State Department defends controversial terrorism report

Spokeswoman says document claiming various Israeli policies spur Palestinian extremism ‘consistently’ highlights terror attacks against Israelis

US State Department Spokeswoman Heather Nauert speaks to reporters during a press conference in Washington, DC on June 8, 2017 (screen capture)
US State Department Spokeswoman Heather Nauert speaks to reporters during a press conference in Washington, DC on June 8, 2017 (screen capture)

The US State Department on Wednesday defended an annual report on terrorism under fire from pro-Israel groups for saying that a lack of hope drives Palestinian violence.

Meanwhile, the umbrella foreign policy group for Jewish organizations expressed its “deep concerns” about the report, saying it shifts responsibility for terrorism from the Palestinians to Israel.

“In that report we consistently highlight terror attacks perpetuated against Israelis – and I’m just talking about the Israel portion – because this is a worldwide report,” Heather Nauert, the State Department spokeswoman, said Tuesday in a briefing when asked about a call earlier in the week from the Zionist Organization of America for Secretary of State Rex Tillerson’s resignation because of the report.

“Those terror attacks that are perpetuated against Israelis by Hamas and others, there is no justification – and we will say that time and time again – there is no justification for any acts of terrorism,” she said, adding that Tillerson had no plans to resign.

The Conference of Presidents of Major American Jewish Organizations on Wednesday said it wrote Tillerson to express “deep concern” about the report.

“We hope that Secretary Tillerson will rescind this report and see to an amended version that properly puts the responsibility for the terrorism and incitement that has taken such a heavy toll where it belongs on [Palestinian Authority] President [Mahmoud] Abbas and the PA,” a Presidents’ Conference statement said. “This report cannot be allowed to stand because other countries and terrorist groups may use it to justify their anti-Israel actions.”

In the report released last week, the State Department listed as “continued drivers of violence” a “lack of hope in achieving Palestinian statehood, Israeli settlement construction in the West Bank, settler violence against Palestinians in the West Bank, the perception that the Israeli government was changing the status quo on the Haram Al Sharif/Temple Mount, and IDF tactics that the Palestinians considered overly aggressive.”

That kind of diagnosis is unusual for US President Donald Trump’s administration, which has been reluctant to criticize Israel, let alone suggest it is partly responsible for Palestinian terror.

Trump has, however, spoken out against settlements as problematic toward reaching an Israeli-Palestinian agreement. He told the Sheldon Adelson-owned Hebrew-language daily Israel Hayom in February that settlements “don’t help the process … every time you take land for settlements, there is less land left.”

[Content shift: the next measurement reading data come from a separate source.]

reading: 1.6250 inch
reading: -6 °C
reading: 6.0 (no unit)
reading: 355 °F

And at a joint press conference with Prime Minister Benjamin Netanyahu at the White House the next day, he said he wanted Israel to “hold back on settlements for a little bit.”

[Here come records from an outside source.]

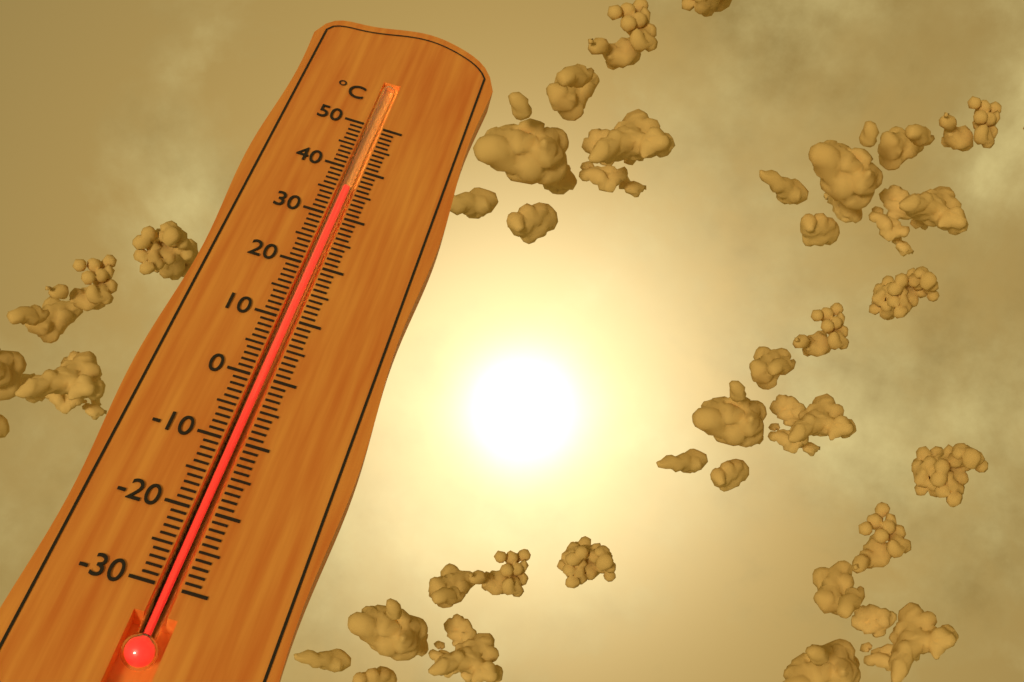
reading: 36 °C
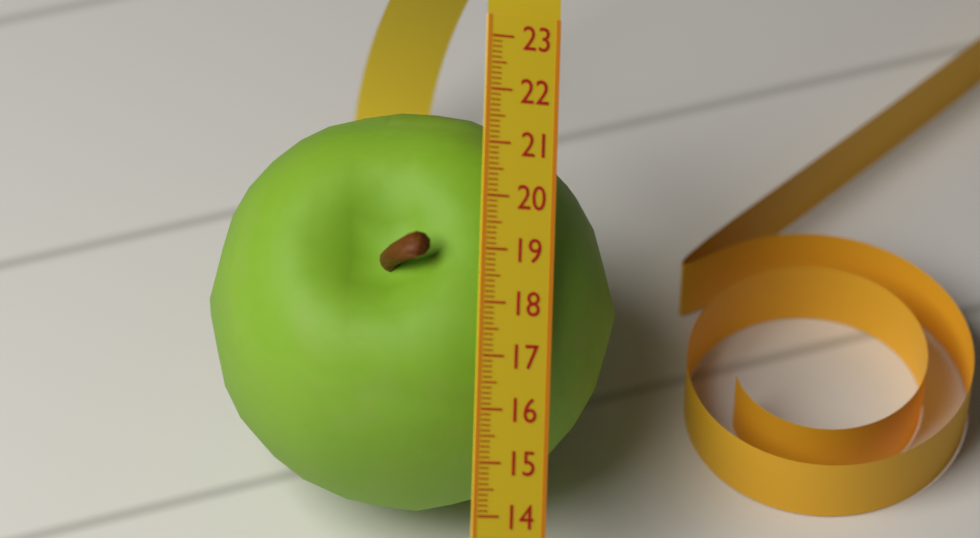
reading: 21.8 (no unit)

The State Department report also said that Palestinian leaders had addressed incitement.

“The PA has taken significant steps during President Abbas’ tenure (2005 to date) to ensure that official institutions in the West Bank under its control do not create or disseminate content that incites violence,” it said. “While some PA leaders have made provocative and inflammatory comments, the PA has made progress in reducing official rhetoric that could be considered incitement to violence.”

“Explicit calls for violence against Israelis, direct exhortations against Jews, and categorical denials by the PA of the possibility of peace with Israel are rare and the leadership does not generally tolerate it,” the report read.

The description flies in the face of Capitol Hill Republicans who have been urging the administration to take a harder stance on Palestinian incitement, particularly its practice of providing social welfare payments to the families of terrorists who kill Israelis.

Trump himself confronted Abbas over incitement during their meetings in Washington and Bethlehem in May. In the latter meeting, he allegeldy yelled at Abbas. “You tricked me in DC! You talked there about your commitment to peace, but the Israelis showed me your involvement in incitement,” he reportedly said.

(Trump was referring to remarks Abbas made standing alongside him in Washington two weeks earlier. “We are raising our youth on a culture of peace,” he said.)

The day before that exchange, Netanyahu showed Trump in Jerusalem a video montage of Abbas, in which he made comments that encouraged violence against Israel, according to The Washington Post.

The State Department report otherwise described Israel as a “committed counterterrorism partner” and detailed the threats that Israel continues to face, particularly from Iran-backed groups.